H&N Cervix/Uterus Skin
34
What plays an important role in palliation (e.g pain, bleeding, swollen limbs)?
Radiotherapy
35
What is the advantage of systemic treatment?
Beneficial for widespread disease.
36
What is the disadvantage of systemic treatment?
Can result in widespread toxicity.
37
What percentage of cancers does chemotherapy treat?
3%
38
What does systemic treatment have potential to do?
Be very specific.
39
What is the ideal difference on a graph between anti-tumour effect and normal tissue toxicity in therapeutic index?
As far apart as possible.
40
What are the 4 indications for the use of cytotoxic drugs?
Curative Palliative Adjuvant Neoadjuvant
41
What is adjuvant chemotherapy?
The use of multiple ways of healing i.e chemotherapy and radiotherapy.

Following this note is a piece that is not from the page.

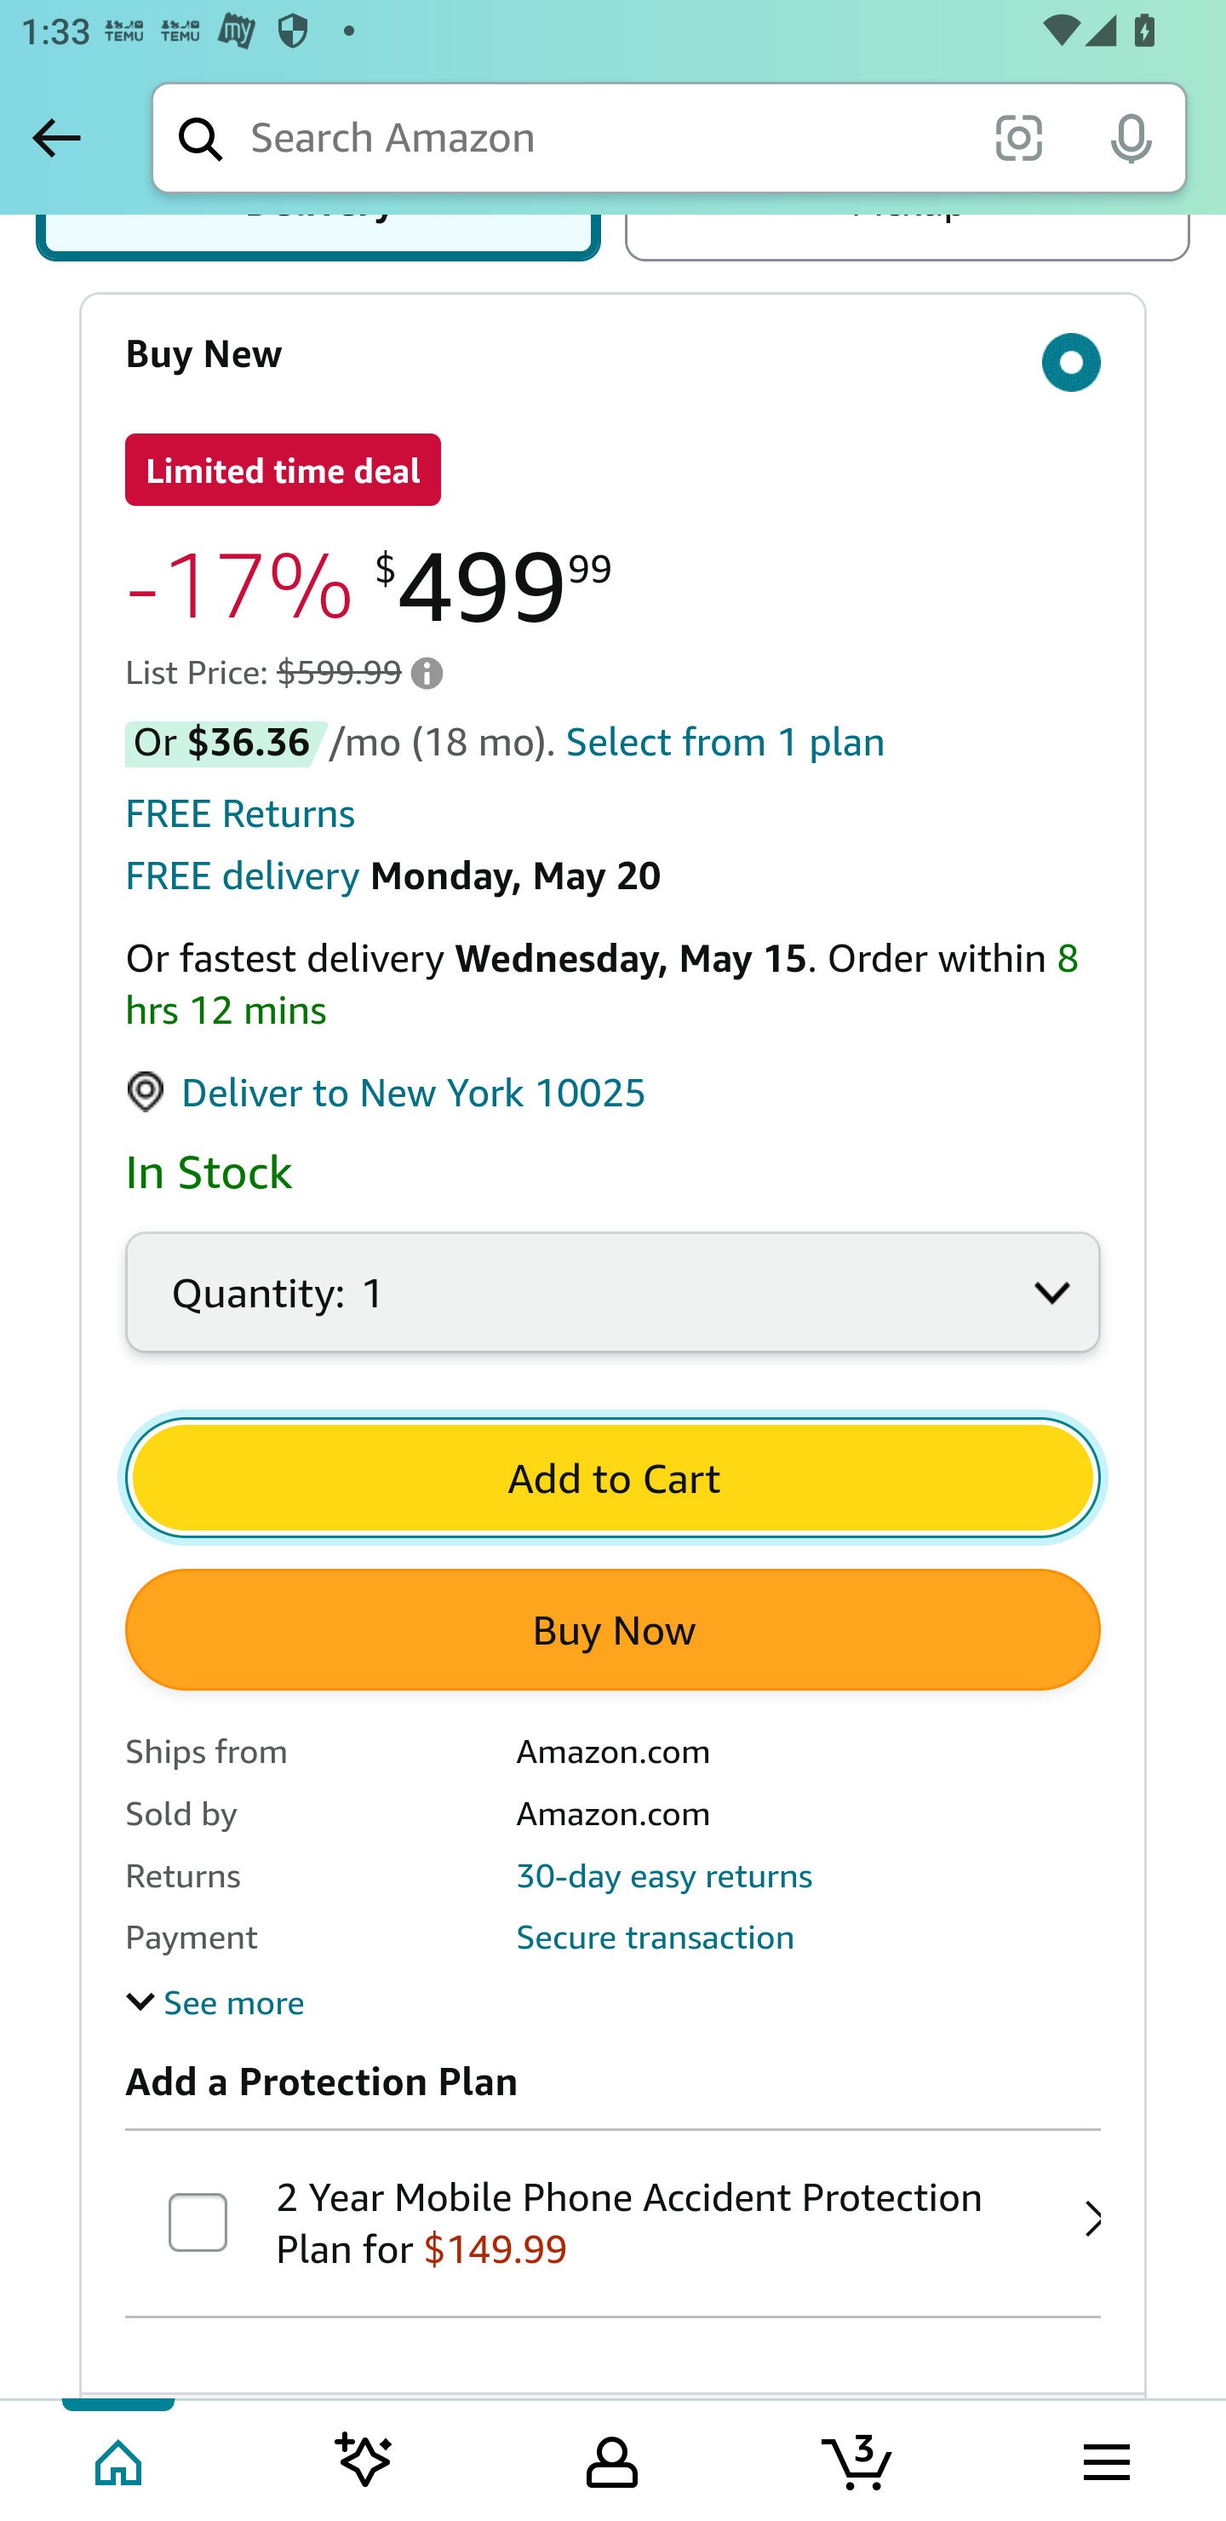 This screenshot has width=1226, height=2521. What do you see at coordinates (242, 878) in the screenshot?
I see `FREE delivery` at bounding box center [242, 878].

Balance between healing and pain.
42
What does neoadjuvant help decide?
How the cancer is going to behave.
43
What are the 2 main cancers treated by curative chemotherapy?
Testicular cancer | Lymphomas
44
What can curative chemotherapy be used along with?
Radiotherapy e.g anal cancer
45
What is the aim of adjuvant chemotherapy?
Improve survival
46
What does adjuvant chemotherapy follow?
Surgery
47
What are the 2 decisions to look at for adjuvant chemotherapy?
Toxicity vs Benefit | Cost vs Benefit
48
What is the main aim of palliative chemotherapy?
Relieve symptoms
49
What are the 2 aims of neoadjuvant chemotherapy?
Improve survival | Reduce morbidity
50
What 2 cancers does hormone therapy benefit?
Breast cancer | Prostate cancer
51
What are the 3 specific immune therapies?
Monoclonal antibodies Programmed cell death pathway Chimeric antigen receptor T-Cells
52
What does programmed cell death pathway use the immune system to do?
Attack foreign cancer cells.
53
What is the 4th type of immune therapy?
Non specific
54
What are designer therapies?
Specific therapy based on molecular science (intracellular growth control points).